Beyond the specifics of Bisie, I am also making a larger point about artisanal mining and the conflicts between artisanal miners and companies, so I will take this opportunity to up the ante on Money’s challenge and make the claim as clearly and as boldly as I possibly can. I am indeed arguing that these conflicts between industrial and artisanal miners are among the most significant conflicts happening in the world today – politically, philosophically and morally – and that how they play out is going to have a major impact on future global political economy and state transformation. There are a couple of major reasons for this: one is the rising global demand for minerals used in green and digital technologies, combined with the phenomenal increase in the number of artisanal miners globally. This rising population of people dependent on digging has been brought about by their dispossession from land and from formal employment. Corporate efforts to control the supply chain will inevitably lead to more conflicts between artisanal miners and mining companies; uprooted miners will go on to other places, where their work will again be followed and exploited by the companies. Perhaps even more important, and more world-historically transformative, than the struggle between these entities (the diggers versus the companies) is the conceptual substance of the conflict. It is not just about the struggle for resources, but about what kinds of land and water use arrangements, and what ideas and values, will dominate the world scene in the future. Will the common denominator of all economic transactions continue to be private property, or will more collectivist, collaborative and complicated arrangements rear their head against that unquestioned monolith and the global corporate actors that benefit from it?
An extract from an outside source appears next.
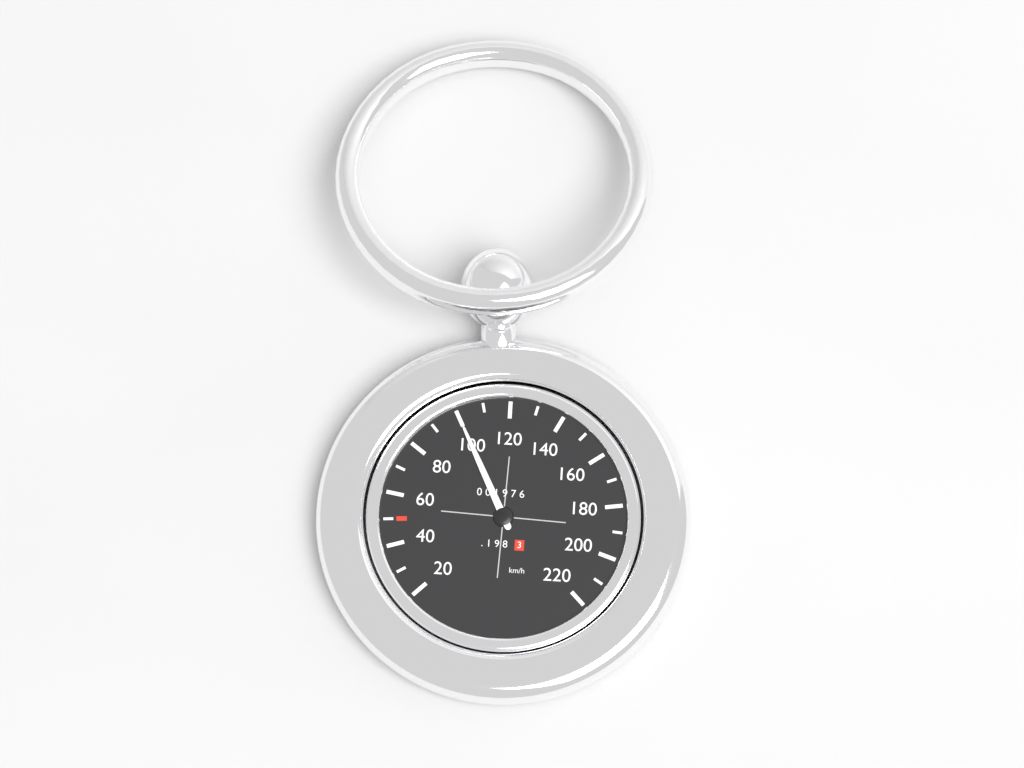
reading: 100 km/h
Artisanal miners are on the front line of this conflict and will help to decide in what direction it goes. This is essentially a struggle to define what matters to us as a species. We know this is true because we see it in diggers’ resistance (for lack of a better word) to private property and paper bureaucracy, and in their invocation of ancestors, friendship and mutual indebtedness in opposition to concepts of absolute ownership. One of the main arguments of my book is that diggers tend to be very aware of the fact that they are challenging dominant global understandings (‘the eyes of the world’ or ‘the ways of whites’). They are also often highly aware of their own world-historical economic, social and political importance vis-à-vis the owners of capital. Together with all of the different people and spirits that their work brings together, and all the many more who depend on their work, these diggers have the ability to give mining companies and the concept of private property a run for their money. For many diggers in Eastern Congo, what happened at Bisie is not only a case in point, but an important moment in this historical struggle against mining companies and the very concept of private property (mainly the idea that one company could own that whole hill). Who is anyone else to tell them they are wrong?

References

1 P. Schouten (2022) Roadblock Politics: the origin of violence in Central Africa. Cambridge: Cambridge University Press.

2 A. Ghosh (2022) The Nutmeg’s Curse: parables for a planet in crisis. Chicago IL: University of Chicago Press.